Code of the Day
BeginnerCore syntax

Functions

Define reusable logic with func, return multiple values, use named returns, and discard unwanted values with the blank identifier.

GoBeginner10 min read
Recommended first
By the end of this lesson you will be able to:
  • Define a function with func, typed parameters, and a return type
  • Return multiple values from a single function
  • Use the blank identifier _ to discard unwanted return values
  • Write a variadic function that accepts any number of arguments
  • Understand named return values and when to use them

The Fundamentals track describes functions as named, reusable units of logic. Go's func keyword gives you that — and then goes a step further with one of Go's most distinctive features: multiple return values. This isn't a trick or a special case; it's the primary mechanism for idiomatic error handling in Go, and you'll see it in virtually every Go program you read.

Defining a function

func add(a int, b int) int {
    return a + b
}

Breaking it down:

  • func introduces the function.
  • add is the name.
  • (a int, b int) are the parameters — every parameter requires an explicit type. Go does not infer function parameter types.
  • The final int is the return type.
  • return explicitly returns a value.

When consecutive parameters share a type, you can write the type once:

func add(a, b int) int {
    return a + b
}

Call it like any function in any language:

func main() {
    result := add(3, 4)
    fmt.Println(result)   // 7
}

Multiple return values

Go functions can return more than one value, and the language uses this heavily — especially for returning a result alongside an error:

func divide(a, b float64) (float64, error) {
    if b == 0 {
        return 0, fmt.Errorf("cannot divide by zero")
    }
    return a / b, nil
}

On the calling side, you capture both values:

result, err := divide(10, 3)
if err != nil {
    fmt.Println("Error:", err)
    return
}
fmt.Printf("%.4f\n", result)   // 3.3333

This pattern — value, err := someFunc(...) followed by if err != nil — is the standard Go way to handle errors. It's explicit, it's readable, and it means error paths are always visible at the call site.

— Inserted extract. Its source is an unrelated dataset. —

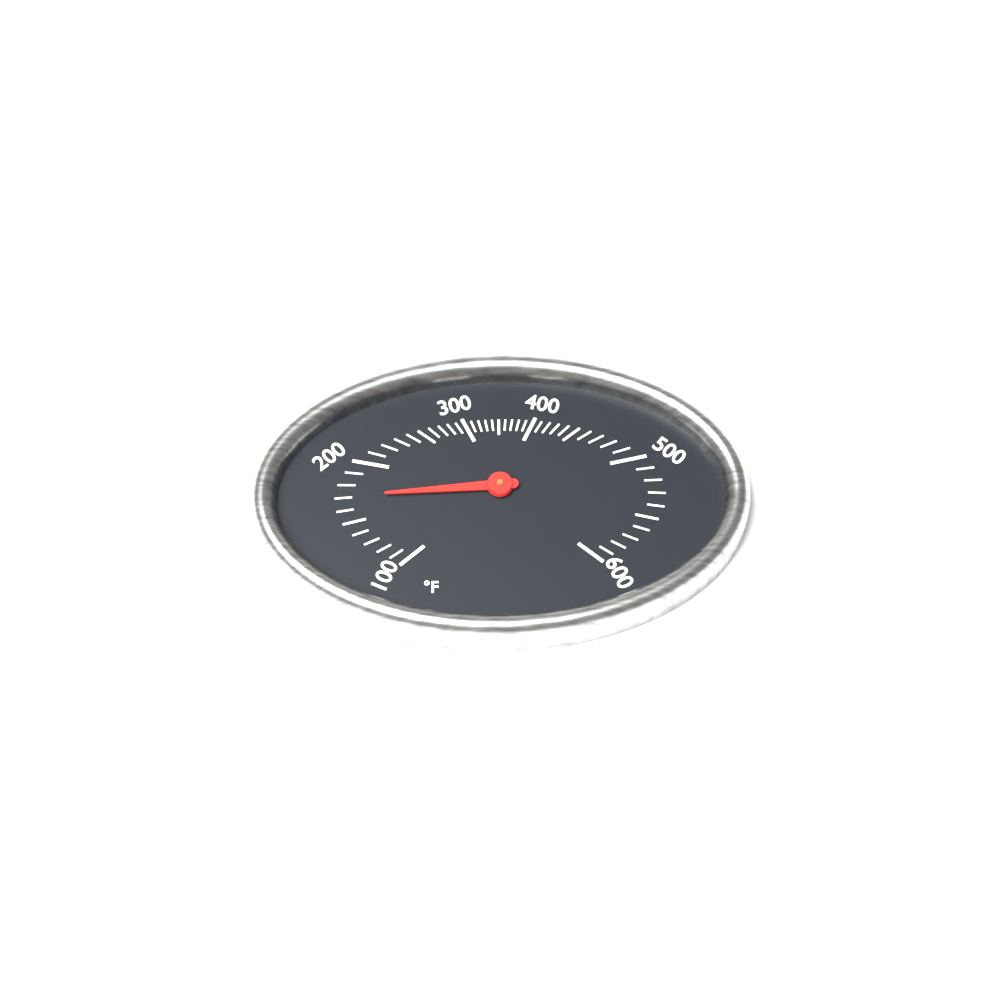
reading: 170 °F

Why multiple returns instead of exceptions? Go deliberately omits exceptions. Returning an error as a plain value forces the caller to acknowledge it. You cannot accidentally ignore a thrown exception because there are no thrown exceptions. The if err != nil idiom is verbose by design — it keeps error handling visible.

The blank identifier

When a function returns multiple values but you only need some of them, use _ (the ) to discard the rest:

result, _ := divide(10, 3)   // ignore the error (only do this when safe)
fmt.Println(result)

_ is a write-only placeholder. You can assign to it, but you cannot read from it. The compiler enforces that every declared variable is used — _ is the escape hatch when a value is genuinely unneeded.

Discarding errors with _ is usually a bad habit. It's fine in small scripts or when you are absolutely certain the function cannot fail in your context, but in production code you should always check the error. Silently discarding an error is one of the most common causes of mysterious bugs in Go programs.

Named return values

Go allows you to name the return values in the function signature. Named returns declare variables that are in scope throughout the function body, and a bare return statement sends back their current values:

func minMax(values []int) (min, max int) {
    min, max = values[0], values[0]
    for _, v := range values {
        if v < min {
            min = v
        }
        if v > max {
            max = v
        }
    }
    return   // returns min and max
}

Named returns work well for short functions where the names document the return values clearly. For longer functions, explicit return value statements are usually clearer.

Variadic functions

A function can accept a variable number of arguments by prefixing the last parameter type with ...:

func sum(nums ...int) int {
    total := 0
    for _, n := range nums {
        total += n
    }
    return total
}

Call it with any number of arguments:

fmt.Println(sum(1, 2, 3))        // 6
fmt.Println(sum(10, 20, 30, 40)) // 100

You can also spread a slice into a variadic call with ...:

numbers := []int{5, 6, 7}
fmt.Println(sum(numbers...))   // 18

fmt.Println itself is variadic — that's why it can print any number of values in one call.

Check your understanding

Knowledge check

  1. 1.
    What is the idiomatic Go pattern for a function that might fail?
  2. 2.
    What does the blank identifier _ do in result, _ := divide(10, 3)?
  3. 3.
    Go infers parameter types in function definitions, so func double(x) int is valid.

Do it yourself

Add this to main.go and run go run main.go:

func swap(a, b string) (string, string) {
    return b, a
}

func main() {
    first, second := swap("hello", "world")
    fmt.Println(first, second)   // world hello
}

Then write a min function that accepts two int parameters and returns the smaller one. Call it from main and print the result. Use go vet ./... to check for any issues.

Where to go next

You can define functions, return multiple values, and handle errors the Go way. Next: control flow — making decisions with if, repeating work with for (Go's only loop keyword), and dispatching on values with switch.

Finished reading? Mark it complete to track your progress.